Tel Aviv hosts the Middle East and Asia’s largest Gay Pride event. In 2018 the Associated Press reported that some 250,000 people attended Tel Aviv’s Gay Pride event. The scenes were unprecedented in the Middle East though are likely to be repeated…in Israel next year. Nowhere else in the Middle East though.
It’s a shame Hatari didn’t come to Israel for the Eurovision with the open minds they think they have.
The Bandwagon
Naturally some jumped on the bandwagon. In an article in Haaretz entitled Thanks Iceland, Madonna for Disrupting Eurovision’s Big Deception, Odeh Bisharat says:
Some 360,000 people live in Iceland, whereas Germany’s population is over 80 million, 225-fold larger than Iceland’s. But in a test of morality, Iceland is a thousand-fold more decent than Germany, with its generations-long murderous history, particularly directed at Jews.
At this point in time, instead of playing a key role in bringing peace and justice to the Middle East, Germany is placing all its stocks in the Israeli occupation and the continued oppression of the Palestinian people. During the merry days of the Eurovision song contest, the Bundestag (the name still evokes chills among many, particularly in this country) saw fit to pass a resolution that defines the boycott, divestment and sanctions movement as racist and anti-Semitic, no doubt to the dismay of MK Bezalel Smotrich, that shining knight of human rights.
In an era where the Holocaust is used as a political football by everyone who wants to make a point, Bisharat decides to evoke it to heap praise on Icelandic punk musicians dressed in leather because they waved a scarf with the word ‘Palestine’ on it.
German sensitivity towards the Jewish state is to be expected, it is to be commended and to criticize it on the basis of Nazism is ludicrous.
What many of Israel’s critics are loathe to admit is that it will take more for Palestine to be free than the waving of a scarf at the Eurovision or the writing of an op-ed.

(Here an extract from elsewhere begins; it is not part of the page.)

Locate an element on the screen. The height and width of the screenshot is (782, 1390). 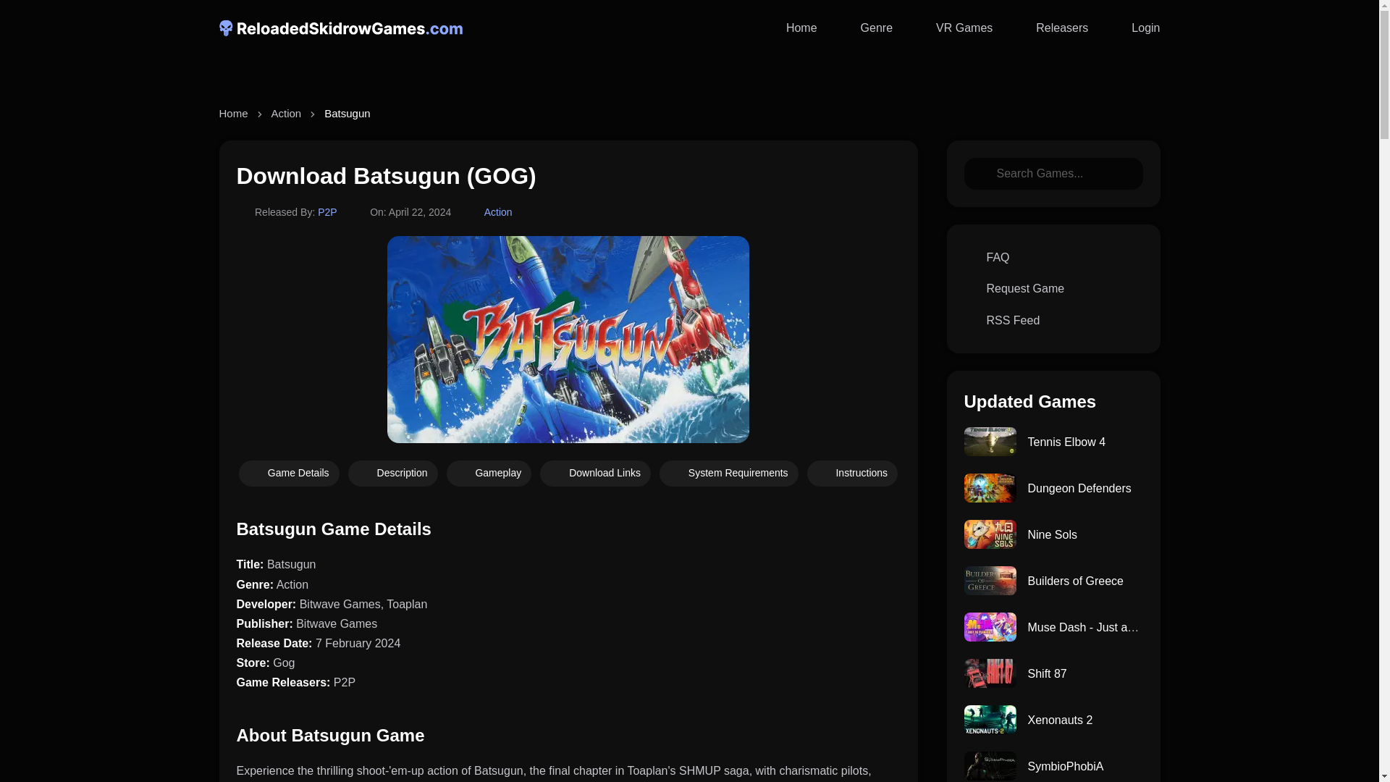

It will take practical measures by the Palestinian Authority to work to convince Israelis that their state won’t become a launchpad for attacks on Israeli civilians. But this is all too complicated for an Icelandic pop band who came to Israel to perform. Perhaps they should have just stuck to their performance without making gestures that showed nothing more than their own ignorance.